Day Diary
May 12, 2023
I’m off from work this week, a bit of down time between the end of spring semester and summer session teaching. I work as a college professor.
Today was kind of a lost day. I just couldn’t find focus anywhere, instead chasing random impulses and interests and frittering away the day. I can’t decide if that’s good or a waste. I’ve been reading Jenny Odell’s book How to Do Nothing: Resisting the Attention Economy and found it very helpful and good. We are simpatico and the book gets at this bigger issue of productivity. I suppose today was a reflective day on that issue. I could list most of what I did today but it wouldn’t be very interesting, just alternating between drawing, playing guitar, surfing the internet, being chill. Maybe that’s what this project wants. But I think it matters what we diary participants are thinking and feeling, perhaps more than the mundane time stamps of this or that activity.
So, on that note, and thinking about everyday life, I think I’m in a headspace of pondering what a good use of time is. Some days, it feels like a waste because I don’t produce anything. I make drawings but don’t usually “do” anything with them (show them, sell them, etc.). I make music but don’t record or share it. It happens and then it’s gone. But I keep doing those things over and over again because they are meaningful to me and I enjoy them. I know that the productivity trap is just that – a trap. I’ve never been caught up in it, but yet it still works on me negatively from time to time. I’ve never been ambitious, never been interested in climbing any ladders, winning awards, recognition, etc. It’s just not interesting. And, at age 56, I’m at the point where I don’t really have to care about that anymore. By societal standards, I’m past my prime and I’m ok with that. I feel like I’m in my creative prime right now and that’s what matters. I’ve been fortunate to have avoided a number of things that have happened to many people in the United States. I don’t spend hours in the car each week commuting. I have a job I love with lots of creative freedom and no one breathing down my neck. No suit and tie, no name tag. It’s a job that’s not valued by society really (teaching humanities and art), and that gets to me at times (today probably), but I’m rich in time. I have a LOT of free time to pursue my creative interests, be with my children and wife, and to do what I want. It’s a kind of paradise. Some days, like today, it feels like I’m wasting my life, but I know that’s society’s training working on me and not what I really feel. Those two feelings, though, can co-exist in the same mind at the same time, I’ve found.

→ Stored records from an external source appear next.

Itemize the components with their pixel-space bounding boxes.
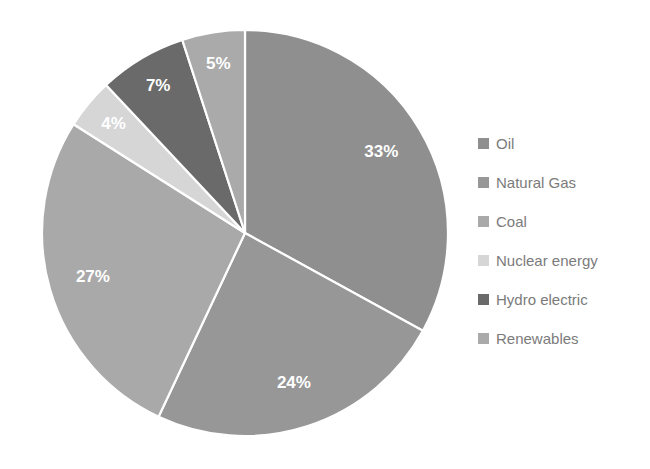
legend-item-label: Oil bbox=[496, 136, 514, 151]
legend-swatch-icon bbox=[478, 138, 489, 149]
pie-slices-group bbox=[42, 30, 448, 436]
pie-data-label-nuclear-energy: 4% bbox=[101, 114, 126, 133]
legend-item-oil[interactable]: Oil bbox=[478, 124, 646, 163]
pie-data-label-natural-gas: 24% bbox=[277, 373, 311, 392]
legend-item-label: Hydro electric bbox=[496, 292, 588, 307]
legend-swatch-icon bbox=[478, 216, 489, 227]
pie-chart: 33%24%27%4%7%5% OilNatural GasCoalNuclea… bbox=[0, 0, 650, 469]
legend-swatch-icon bbox=[478, 333, 489, 344]
pie-data-label-oil: 33% bbox=[364, 142, 398, 161]
legend-swatch-icon bbox=[478, 294, 489, 305]
legend-item-coal[interactable]: Coal bbox=[478, 202, 646, 241]
legend-swatch-icon bbox=[478, 177, 489, 188]
pie-svg: 33%24%27%4%7%5% bbox=[0, 0, 470, 469]
legend-item-label: Natural Gas bbox=[496, 175, 576, 190]
legend-item-label: Nuclear energy bbox=[496, 253, 598, 268]
pie-data-label-hydro-electric: 7% bbox=[146, 76, 171, 95]
pie-data-label-coal: 27% bbox=[76, 267, 110, 286]
pie-data-label-renewables: 5% bbox=[206, 54, 231, 73]
legend-item-label: Coal bbox=[496, 214, 527, 229]
legend-swatch-icon bbox=[478, 255, 489, 266]
pie-plot-area: 33%24%27%4%7%5% bbox=[0, 0, 470, 469]
legend-item-hydro-electric[interactable]: Hydro electric bbox=[478, 280, 646, 319]
chart-legend: OilNatural GasCoalNuclear energyHydro el… bbox=[478, 124, 646, 358]
legend-item-renewables[interactable]: Renewables bbox=[478, 319, 646, 358]
legend-item-nuclear-energy[interactable]: Nuclear energy bbox=[478, 241, 646, 280]
legend-item-label: Renewables bbox=[496, 331, 579, 346]
legend-item-natural-gas[interactable]: Natural Gas bbox=[478, 163, 646, 202]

All of this reminds me of a story in Chuang-Tzu’s writing (from ~2500 years ago) about a large, twisted, ugly tree. It wasn’t good for lumber, it didn’t produce fruit or nuts desired by humans, so it was largely ignored for many years. It grew strong and tall and got to be itself, as itself. It wasn’t useful in any way, and so it got to live on its own terms. But it was so large 1000 oxen could find shade under its canopy, so it was helpful and good just by being itself and doing its thing. Maybe I’m like that tree in some way. Maybe feeling this tension between what I am and how I am, and the cultural norms of capitalist productivity is what I’m feeling today. This is my experience of everyday life on this 12th of May, 2023.